Columbia Basin Bulletin - October 25, 2025

Hells Canyon White Sturgeon In Decline, Invasive Quagga Copper Treatment, More Salmon Milestones After Klamath River Dam Removal... and more

The population of white sturgeon from Hells Canyon Dam to Lower Granite Dam is in decline, with fewer juvenile sturgeon found in both the 101 miles of free-flowing river and 36 miles of reservoir water. That decline began when the lower Snake River dams were completed, according to information provided by the Idaho Department of Fish and Game at last week’s Northwest Power and Conservation Council meeting.

For the third consecutive year, Idaho poisoned a section of the Snake River near Twin Falls to rid the river of dangerously invasive quagga mussels first found in 2023.

Salmon are making further progress in their return to the upper Klamath Basin, with fisheries biologists from ODFW and The Klamath Tribes celebrating a series of firsts as salmon reach areas where they have been absent for over a century.

Although no chum salmon have showed up yet at spawning grounds downstream of Bonneville Dam, fishery managers and dam operators agreed this week to a phased-in beginning for chum flows as a way to save Lake Roosevelt water for spring flow augmentation and to protect resident fish in the lake.

Washington Department of Fish and Wildlife fishery managers will hold two virtual town halls on coastal steelhead to review 2024-25 returns, present 2025-26 run forecasts, and summarize proposed fishing regulations.

In addition to continuing tribal commercial gillnetting upstream of Bonneville Dam that is currently targeting the fourth largest run of coho salmon in the last 10 years, tribes also received approval this week from the two-state Columbia River Compact for a little-known fishery that commercially removes from the John Day Dam pool non-native fish that prey on salmon and steelhead.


Task brief: All entries must be set down once more, precisely as given.

(Dataset listings of figures)

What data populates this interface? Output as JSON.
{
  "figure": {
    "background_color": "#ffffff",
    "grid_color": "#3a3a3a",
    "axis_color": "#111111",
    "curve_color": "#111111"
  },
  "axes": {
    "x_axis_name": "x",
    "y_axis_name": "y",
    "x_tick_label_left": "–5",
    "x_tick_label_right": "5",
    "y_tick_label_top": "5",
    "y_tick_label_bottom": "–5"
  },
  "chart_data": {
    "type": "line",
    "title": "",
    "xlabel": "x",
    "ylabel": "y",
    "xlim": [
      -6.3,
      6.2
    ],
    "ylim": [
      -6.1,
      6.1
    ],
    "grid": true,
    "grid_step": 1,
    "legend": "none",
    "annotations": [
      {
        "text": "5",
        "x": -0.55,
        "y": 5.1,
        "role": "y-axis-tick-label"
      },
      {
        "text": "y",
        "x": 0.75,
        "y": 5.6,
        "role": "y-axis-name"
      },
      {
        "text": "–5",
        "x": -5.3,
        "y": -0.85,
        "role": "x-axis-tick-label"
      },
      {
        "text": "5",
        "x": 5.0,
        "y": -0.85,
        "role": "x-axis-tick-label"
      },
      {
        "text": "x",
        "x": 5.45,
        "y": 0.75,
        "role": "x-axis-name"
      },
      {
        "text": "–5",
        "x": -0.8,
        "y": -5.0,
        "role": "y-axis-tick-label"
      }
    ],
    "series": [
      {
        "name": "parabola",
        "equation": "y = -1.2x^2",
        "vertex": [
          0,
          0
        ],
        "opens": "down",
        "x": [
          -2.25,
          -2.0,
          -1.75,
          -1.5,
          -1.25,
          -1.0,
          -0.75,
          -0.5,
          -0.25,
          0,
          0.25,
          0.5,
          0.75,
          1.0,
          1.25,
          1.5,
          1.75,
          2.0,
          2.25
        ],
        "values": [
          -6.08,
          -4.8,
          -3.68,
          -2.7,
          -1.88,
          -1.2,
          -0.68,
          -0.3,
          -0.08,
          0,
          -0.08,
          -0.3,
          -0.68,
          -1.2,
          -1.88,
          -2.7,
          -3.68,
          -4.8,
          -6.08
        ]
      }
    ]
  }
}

Solution to the exercise:
What data populates this interface? Output as JSON.
{
  "figure": {
    "background_color": "#ffffff",
    "grid_color": "#3a3a3a",
    "axis_color": "#111111",
    "curve_color": "#111111"
  },
  "axes": {
    "x_axis_name": "x",
    "y_axis_name": "y",
    "x_tick_label_left": "–5",
    "x_tick_label_right": "5",
    "y_tick_label_top": "5",
    "y_tick_label_bottom": "–5"
  },
  "chart_data": {
    "type": "line",
    "title": "",
    "xlabel": "x",
    "ylabel": "y",
    "xlim": [
      -6.3,
      6.2
    ],
    "ylim": [
      -6.1,
      6.1
    ],
    "grid": true,
    "grid_step": 1,
    "legend": "none",
    "annotations": [
      {
        "text": "5",
        "x": -0.55,
        "y": 5.1,
        "role": "y-axis-tick-label"
      },
      {
        "text": "y",
        "x": 0.75,
        "y": 5.6,
        "role": "y-axis-name"
      },
      {
        "text": "–5",
        "x": -5.3,
        "y": -0.85,
        "role": "x-axis-tick-label"
      },
      {
        "text": "5",
        "x": 5.0,
        "y": -0.85,
        "role": "x-axis-tick-label"
      },
      {
        "text": "x",
        "x": 5.45,
        "y": 0.75,
        "role": "x-axis-name"
      },
      {
        "text": "–5",
        "x": -0.8,
        "y": -5.0,
        "role": "y-axis-tick-label"
      }
    ],
    "series": [
      {
        "name": "parabola",
        "equation": "y = -1.2x^2",
        "vertex": [
          0,
          0
        ],
        "opens": "down",
        "x": [
          -2.25,
          -2.0,
          -1.75,
          -1.5,
          -1.25,
          -1.0,
          -0.75,
          -0.5,
          -0.25,
          0,
          0.25,
          0.5,
          0.75,
          1.0,
          1.25,
          1.5,
          1.75,
          2.0,
          2.25
        ],
        "values": [
          -6.08,
          -4.8,
          -3.68,
          -2.7,
          -1.88,
          -1.2,
          -0.68,
          -0.3,
          -0.08,
          0,
          -0.08,
          -0.3,
          -0.68,
          -1.2,
          -1.88,
          -2.7,
          -3.68,
          -4.8,
          -6.08
        ]
      }
    ]
  }
}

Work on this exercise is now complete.